Sensitivity Analysis Plan; B and C: Parameter combination, Probability distribution; D: Parameters value) and the other in the automatic management model (A: Automatic management Exp. Plan; B and C: Site, Management Policy; D: Managed Site).

The nature of the DOE will determine the value of the cardinality (cardD) between A and D. If the plan is complete factorial (as “Site - Climate Scenario” sub- model of experimental plan), then cardD is the product of cardB and cardC. But if the design is different, then cardD will be a different function of cardB and CardC.

This is the case for the sub-model “Vegetation - Management Policy”.

This metamodel, which is written for a three-element example, could be generalized. Indeed, this meta-model can be applied to any of the three examples of DOE models previously described.. If we consider any association class and its two elementary inputs as a new elementary input class, then we will get iteratively a model which is completely conform to this metamodel.

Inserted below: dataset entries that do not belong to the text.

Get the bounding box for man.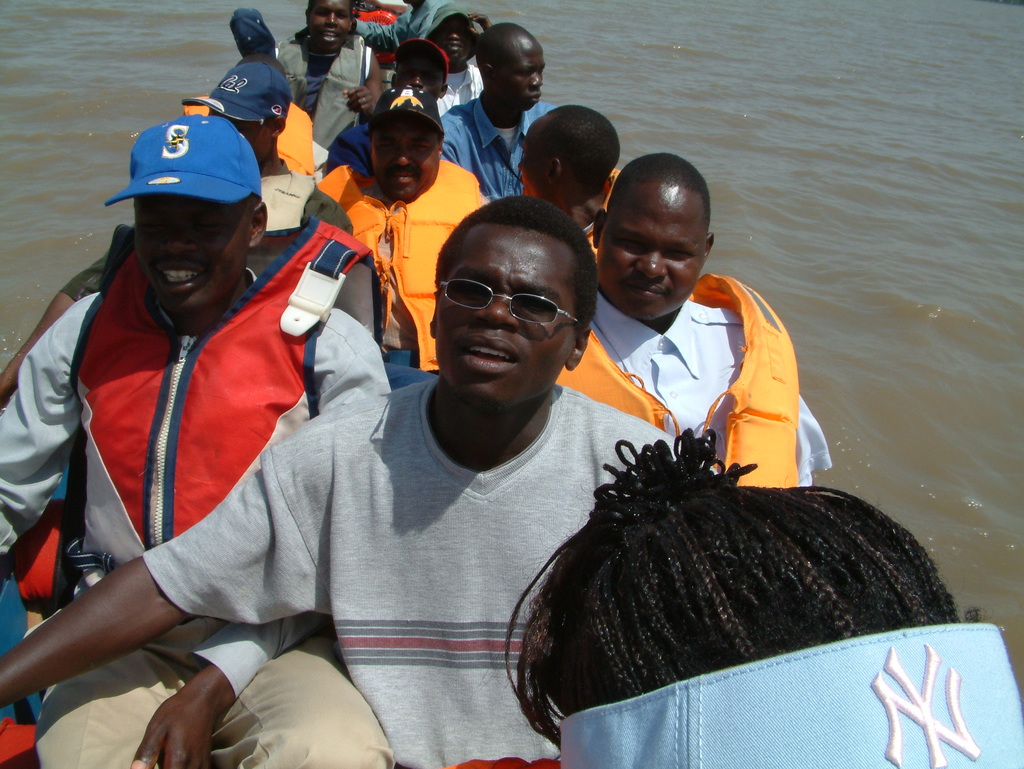
BBox(548, 156, 836, 490).
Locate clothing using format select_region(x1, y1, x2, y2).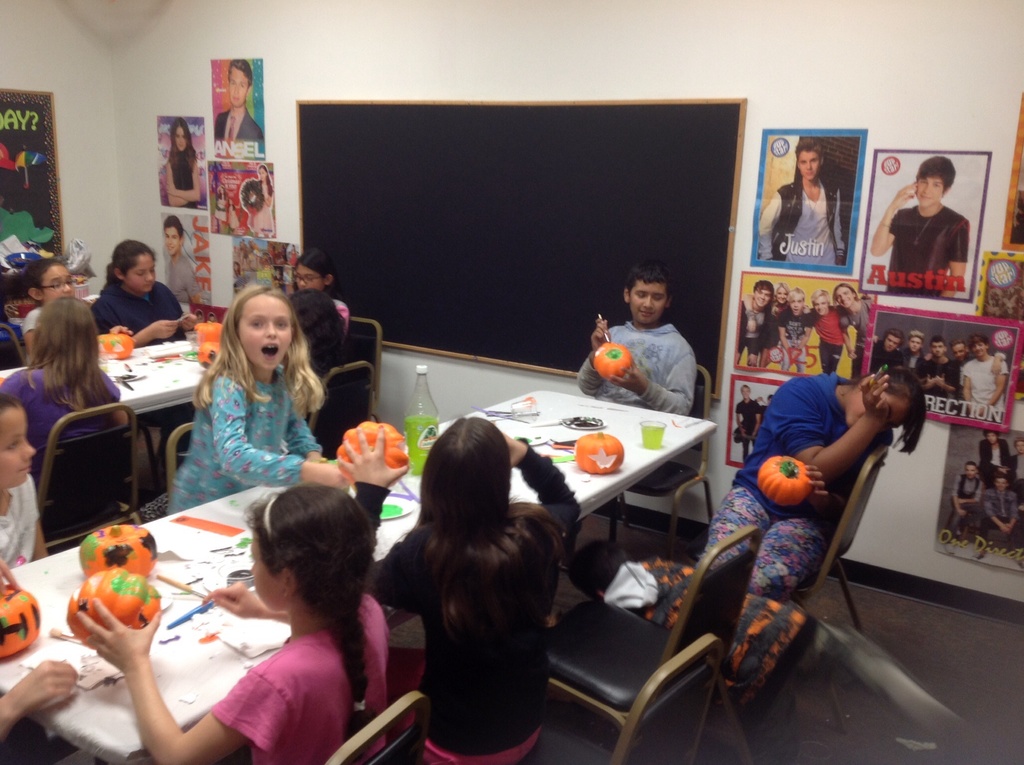
select_region(586, 302, 709, 415).
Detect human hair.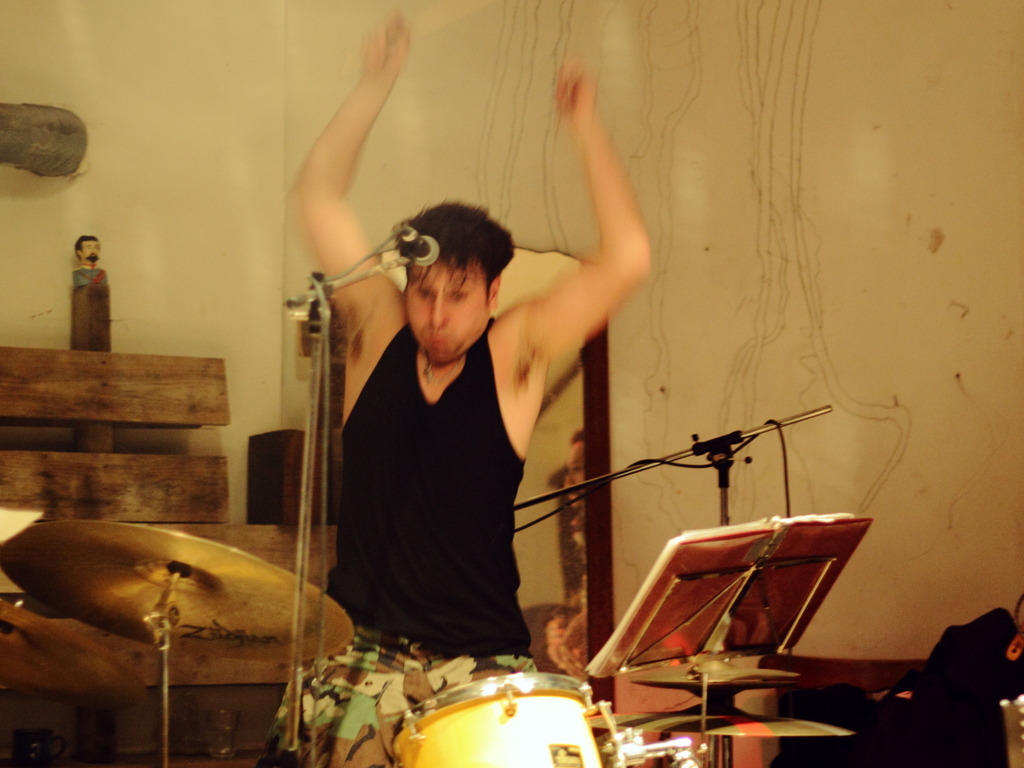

8. DISCUSSION AND POSSIBLE SOLUTIONS Vulnerability assessment often uses sensitivity analysis, and adaptation options (optimization is included). Thus, based on the three examples of simulations studies given in this paper, we can conclude that a software tool that aims at assessing vulnerability will require a huge amount of simulations. This number of runs is an important issue for climate change projections due to multiple scenarios and the uncertainty cascade. It seems clear, on the one hand, that the choice of a suitable experimental design will be necessary to reduce the number of simulations as much as possible. On the other hand, distributed computation appeared to be absolutely necessary. In this way, different platforms are to be considered: clusters, grids or cloud computing. We have already tackled the design of such software tools, which provide distributed computation and platform independent DOE [Amblard et al , 2003], [Reuillon et al , 2008], [Reuillon et al , 2010]. However, theses tools do not take into account vulnerability assessment, in their actual state. To adapt them, we will need the model of PASIM inputs, models of experimental plans (old ones are rather similar to those required for vulnerability assessment) and the metamodel of the experimental plans.

9. CONCLUSION

Many simulations have been performed with PASIM by a set of carefully designed experimental plans to assess climate change impacts on grasslands. In this paper, we have presented our experience of a model reverse engineering approach. Retro-engineering, as defined in [Chikofsky 1990], is a preliminary task when designing a software framework from past experiences. This preliminary work has been oriented towards the proposition of models in order to build a dedicated software framework that supports vulnerability assessment in the context of climate change. This framework will tackle distribution of constrained experimental plans. Our proposal will rely on the study of previous simulations, with a model of our grassland simulation program and a metamodel for the experimental design. Model driven engineering will help us in the design and production of our future framework. The models and the metamodel presented within this paper enables establishing the first step towards the design of a generic tool for vulnerability assessment.

Acknowledgments

This work was supported by the Auvergne Region of France and by the ANR CLIMATOR project

‘Vulnérabilité, Climat et Sociétés’, by the EC FP6 NITROEUROPE project and by the FP7 EU CARBO- Extreme project.